Fifth, there is a focus on structural and strategic changes in university systems and the changes in power relationships, which might also impact academic identity. For instance, Gebreiter (2022) investigates the effects of university corporatisation on accounting academics in a research-intensive English business school that embraced managerialist and marketised approaches to Higher Education. The paper connects this transformation of the accounting department to the growing emphasis on research and teaching performance management measures in the English higher education system. Habersam et al. (2021) investigate the implementation of a calculative regime for higher education systems, highlighting the conditions and unintended consequences that occur over time in the development of the Austrian higher education systems. They find that the dynamics initiated by new calculative regimes need a sensitive framework to handle dissent, resistance, tactical behaviours and changes in power relations between actors and organisational levels. Argento and van Helden (2023) also question the risk of an identity shift caused by the dominance of journal ranking as an indicator of research quality. Parker et al. (2023) discuss neoliberal policies that impact Australia’s public higher education system, creating a “financial crisis” with tens of thousands of university staff losing their jobs and courses being cut. The quantified performance metrics associated with the accountingisation of individual academic and university performance have become universities' new language, where revenue generation and expenditure have been privileged over contributing to the nation and society.
Having established recent developments in the literature, we see how these trends point to future research avenues on performance measurement and management in universities.

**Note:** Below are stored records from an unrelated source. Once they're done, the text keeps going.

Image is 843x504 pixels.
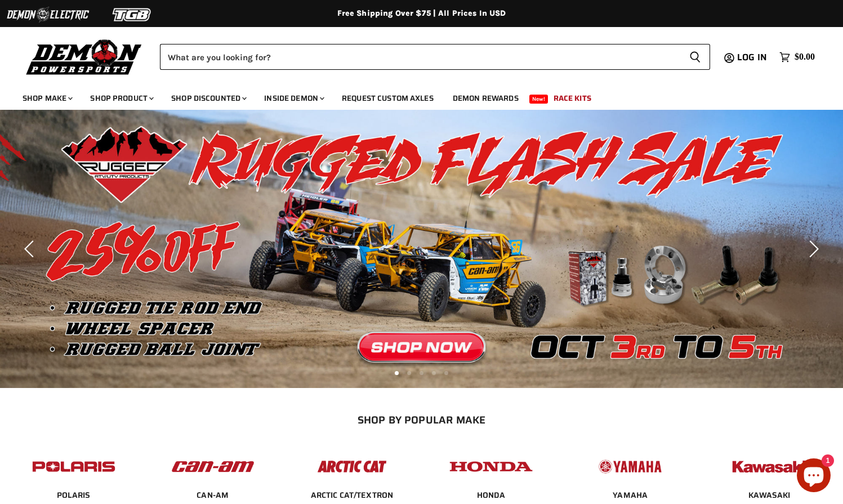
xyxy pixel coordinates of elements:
a: Shop Make [14,86,79,110]
span: New! [529,95,549,103]
img: Demon Electric Logo 2 [5,4,90,26]
button: Search [680,44,710,70]
img: POPULAR_MAKE_logo_1_adc20308-ab24-48c4-9fac-e3c1a623d575.jpg [169,449,257,484]
span: POLARIS [57,489,90,501]
li: Page dot 4 [432,371,436,375]
a: CAN-AM [197,489,229,500]
a: Race Kits [545,86,600,110]
span: YAMAHA [613,489,648,501]
li: Page dot 2 [407,371,411,375]
img: POPULAR_MAKE_logo_5_20258e7f-293c-4aac-afa8-159eaa299126.jpg [586,449,674,484]
img: Demon Powersports [23,37,146,76]
a: Inside Demon [255,86,331,110]
img: POPULAR_MAKE_logo_3_027535af-6171-4c5e-a9bc-f0eccd05c5d6.jpg [308,449,396,484]
a: POLARIS [57,489,90,500]
button: Next [801,237,824,260]
span: KAWASAKI [749,489,790,501]
a: Log in [732,52,774,62]
span: CAN-AM [197,489,229,501]
img: TGB Logo 2 [90,4,174,26]
a: Request Custom Axles [333,86,442,110]
span: ARCTIC CAT/TEXTRON [311,489,394,501]
a: ARCTIC CAT/TEXTRON [311,489,394,500]
li: Page dot 1 [395,371,399,375]
span: HONDA [477,489,506,501]
img: POPULAR_MAKE_logo_2_dba48cf1-af45-46d4-8f73-953a0f002620.jpg [30,449,118,484]
a: YAMAHA [613,489,648,500]
li: Page dot 5 [444,371,448,375]
a: KAWASAKI [749,489,790,500]
a: Demon Rewards [444,86,527,110]
button: Previous [19,237,42,260]
h2: SHOP BY POPULAR MAKE [14,414,830,425]
img: POPULAR_MAKE_logo_6_76e8c46f-2d1e-4ecc-b320-194822857d41.jpg [725,449,813,484]
a: Shop Discounted [163,86,254,110]
img: POPULAR_MAKE_logo_4_4923a504-4bac-4306-a1be-165a52280178.jpg [447,449,535,484]
form: Product [160,44,710,70]
a: Shop Product [82,86,160,110]
ul: Main menu [14,82,812,110]
inbox-online-store-chat: Shopify online store chat [793,458,834,495]
li: Page dot 3 [420,371,423,375]
a: $0.00 [774,49,820,65]
input: Search [160,44,680,70]
span: $0.00 [795,52,815,62]
a: HONDA [477,489,506,500]
span: Log in [737,50,767,64]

The first avenue is linked with PMM implementation strategies associated with the policies imposed by external evaluation of universities. Further insights could be developed by considering the US and New Zealand experience and comparative experiences, in line with Chatterjee et al. (2020), to strengthen results in and amongst countries other than Oceania and Europe. Further, while the research shows a consistent number of authors from the UK and Australia, followed by the US, Italy and a few other European countries, many other countries are not represented.
There is room to problematise how universities can tailor their internal PMM strategies beyond the specific requirements and expectations by external evaluation policies, balancing the need to meet standards and leverage PMM as a tool for improvements. Ensuring alignment with accreditation standards demonstrates the university’s commitment to meeting recognised benchmarks for quality and performance. Nonetheless, the accreditation standards implicitly set criteria that can lead to unintended consequences, sometimes threatening the role and identity of academics (Gendron, 2015; Argento et al., 2020).
Integrating these external performance measures and policies with the university’s strategic planning process is a double-edged sword: on one side, it ensures that performance goals align with external evaluation criteria; on the other side, it reinforces the strategic relevance of PMM efforts for external assessment and makes PMM less meaningful to support autonomous decision-making, to understand tailored risks and uncertainty and to contrast commercialisation and publication game in academia.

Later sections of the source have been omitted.